Spa-Francorchamps is the longest lap in Formula One, seven kilometres through the Ardennes forest. It is also one of the least busy. Across the whole lap a driver touches the brake pedal just six times. Everything else is held. That single number, six, tells you most of what you need to know about the 2026 Belgian Grand Prix, so let us build the lap around it.
Every figure below comes from real session telemetry, not a stopwatch. The circuit has not changed for 2026, so the layout numbers hold, and last year's qualifying and race give us the story the timing sheet hides.
Six braking zones, and nothing else
Split the 6,962 metres of racing line into the places a driver is actually on the brakes, and you get six red marks. La Source, Les Combes, Rivage, Fagnes, Campus, and the Bus Stop. That is the entire braking workload of a Spa lap.

The heaviest is the Bus Stop chicane, where the car goes from 308 km/h to 76 km/h in 107 metres, roughly the length of a football pitch. The lightest is Campus, barely a dab: 253 down to 170. Between those six points the car is either flat out or holding a corner on commitment alone.
Five straights, two-thirds of the lap
If braking is rare here, full throttle is everywhere. Measure the sections where the throttle sits pinned at 100 percent and Spa gives you five straights that together make up 68 percent of the lap.

For 2026 there is no DRS anywhere in Formula One. In its place, Spa runs five Straight Mode Zones where the cars flatten their wings for less drag. The straights are where the racing happens now.
The longest flat-out run in Formula One
One of those five straights is not really a straight at all. From the exit of La Source, the throttle goes flat and stays flat down through the compression, up through Eau Rouge, over the blind crest at Raidillon, and all the way along the Kemmel. That is 1,818 metres and 21.8 seconds without lifting, ending at 339 km/h.

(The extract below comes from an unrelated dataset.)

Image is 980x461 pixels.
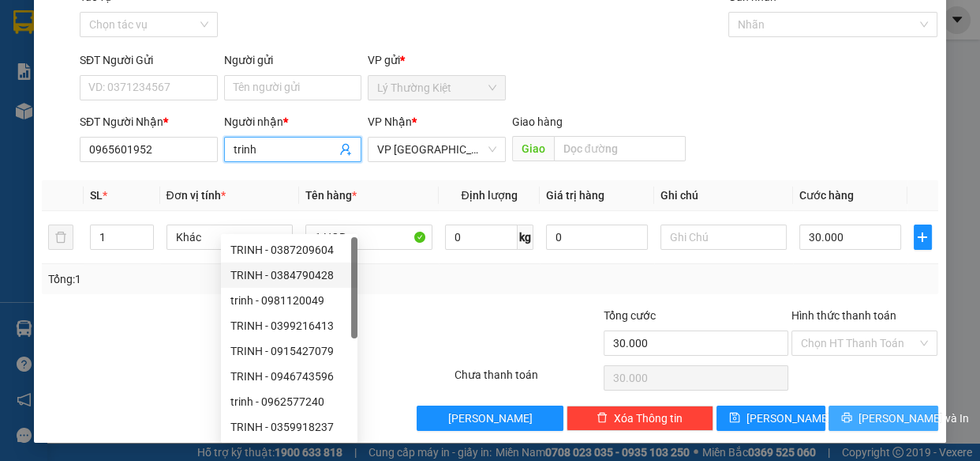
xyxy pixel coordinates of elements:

No other stretch of tarmac on the calendar asks a driver to hold it that long, and it is why low drag matters so much here.
Pouhon: the corner they lift for but never brake
Now for the corner that makes Spa Spa. Pouhon is a long, double-apex left taken at 306 km/h. It is the only corner on the entire lap where a driver lifts the throttle but never touches the brake.

Eau Rouge, Raidillon, and Blanchimont are all taken with no lift at all, throttle at 99 percent. Pouhon is the one place the driver eases off and simply holds on. Remember this corner, because it comes back at the end of the story.
The speed picture
Put speed against distance for the whole lap and the character of the circuit is obvious. A third of the lap is spent above 300 km/h, topping out at 339. The six braking zones show up as sharp red valleys, and between them the trace lives near the top of the chart.

You can explore the same session yourself. Open the Gap Visualizer to see how the three fastest cars stacked up through every part of the lap.
Where the lap was won last year
Here is where it gets interesting. Colour the racing line by whoever was fastest through each minisector in qualifying, and one car owns it. Charles Leclerc was quickest across 63.3 percent of the lap.

Leclerc owned the lap and did not start from pole. Norris took it. To understand why, you have to look not at where the drivers were fastest, but at where they braked.
Why Leclerc lost pole
This is the payoff, and it lives at Pouhon, the corner nobody is supposed to brake for.

Count the brake applications across the lap and the difference is stark:
- Norris braked six times
- Piastri braked six times
- Leclerc braked seven
That seventh brake was at Pouhon. Norris and Piastri took it flat and committed, Leclerc did not. And even where all three did brake, the margins were tiny: into Fagnes, Piastri braked a full 44 metres later than Leclerc.
Leclerc was fastest across nearly two thirds of the lap and lost pole by a third of a second, to the one corner he did not fully commit to.
Norris took pole with a 1:40.562. The gap to Leclerc was +0.338s. A single corner, taken flat by two drivers and not by the third, is the whole difference.
Race day
On race day it rained, and the qualifying picture went out of the window. Piastri won it on a one-stop, starting on Intermediates behind the safety car and switching to Mediums on lap 12.

A pit stop at Spa costs around 19 seconds, which is why track position is worth defending and why the race was a one-stop. Piastri won from Norris and Leclerc.
The 2026 preview
The braking zones, the straights, the flat-out run through Eau Rouge, the commitment at Pouhon, all of it carries straight into 2026. What changes is the aero. No DRS, five Straight Mode Zones, and a manual boost onto the main straight. On a track where two-thirds of the lap is flat and the racing happens on the straights, that is a bigger change than it sounds. For the full picture of how 2026 reshapes qualifying, see our Track Domination guide, then walk the 2026 grid in the Showroom.